Rhona didn’t buy this. More likely Lena had erased ones she didn’t like, and that’s how Ivan had found out what she was doing.
“We’ll have a look at his computer.”
“Good luck. He took it. Maybe it’s at his father’s house.”
They hadn’t seen a computer or a laptop in his apartment. They’d have to follow up on this lead. “Show us his room, but first tell us about his problems with his father?”
“His father was the be-all and end-all for Ivan. He craved Curt’s love and approval.”
“Did he tell you he was going to George Brown College?”
“I knew nothing, and I was his mother. He told me nothing, shut me out of his life. I only wanted the best for him. Why do sons do that? Tomas doesn’t tell me anything either.” Lena jerked to her feet, sending the bench crashing. She didn’t pick it up. Instead, she motioned to them to follow her. “Come upstairs. I guarantee that his room will tell you nothing.” She pointed at them. “Nothing. I keep using that word. My son was a mystery—a big zero—a nothing.” She strode from the room.
They followed her upstairs and along a hall to the only door that sported an unlocked padlock dangling from a latch.
“Is the lock new?”
“He installed it a week before he left.” She straightened. “Of course I had to intervene. In case of fire, I insisted on having a key.”
Which rather defeated the purpose. No wonder he’d moved out.

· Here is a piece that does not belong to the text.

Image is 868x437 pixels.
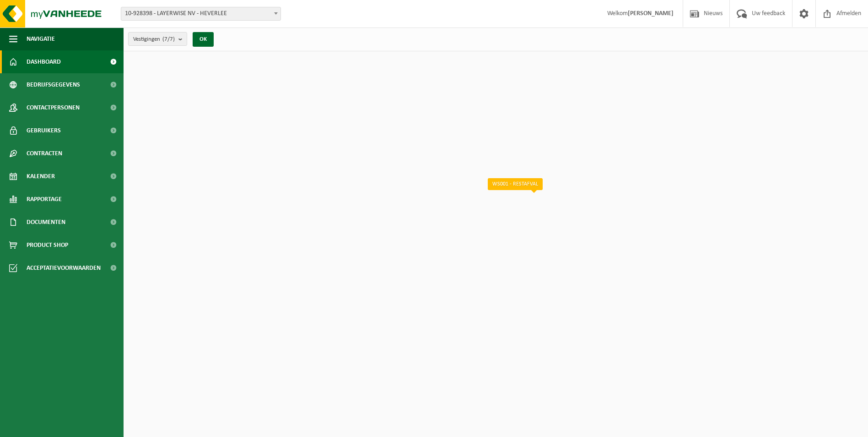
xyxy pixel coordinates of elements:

The room resembled a monk’s cell.
“Please don’t come in here or allow anyone else to do so until we’ve checked everything out.” Rhona said.
“Help yourself. If
you find anything that tells you about my son, it will surprise me.” Lena nodded dismissively. “Poor Ivan. Whoever killed him deserves to suffer pain like he did. Can you imagine his panic, his horror when he realized his brakes wouldn’t work? We don’t execute killers any more— maybe we should. Or maybe we should mete out justice ourselves.” Her eyes narrowed. “I’m capable of doing that. I would enjoy watching his killer suffer like my poor boy did. You’d better find him before I do, or don’t hold me responsible for what I’ll do.”
Four
After they’d spoken to Lena, Rhona and Zee Zee returned to the Hartmans’ to interview each family member individually. They began with Curt. He escorted them to the family room, casually furnished in yellow and cream. A bowl of red apples on the glass and brass coffee table added a splash of colour. Inside, he positioned himself beside a wing chair upholstered in mustard yellow corduroy and waved them to the sofa.
Rhona knew better. She was too short. The sofa would suck her down like quicksand or leave her perched uncertainly, unable to lean back because of the seat’s depth. A leather desk chair on casters provided an alternative. She rolled it to face Curt. Zee Zee, close to six feet tall and in no danger of being mired in the sofa, relaxed against the cushions and prepared to make notes.
“Have you identified any of Ivan’s enemies?” Rhona said.
“No. Or friends either. He was a lone wolf.” He shrugged. “Not a true wolf—that implies strength and fierceness. He had neither—he was a loner.” He extended his legs and examined his shoes before he said, “I like my house shipshape. Like it to run well. No upsets. On an even keel.” He smiled faintly. “I’m a sailor. Nautical terms explain things. Until now, Ivan never rocked the boat.”
Sounded like navy or army boot camp. The house revolved around Curt and his needs, and he resented the rough water stirred up by his son’s murder. Talk about egocentric.
“We’re covering all bases. Because you had similar motorcycles, you or your son Tomas may have been the intended victim. Can you name anyone with a motive to kill you?”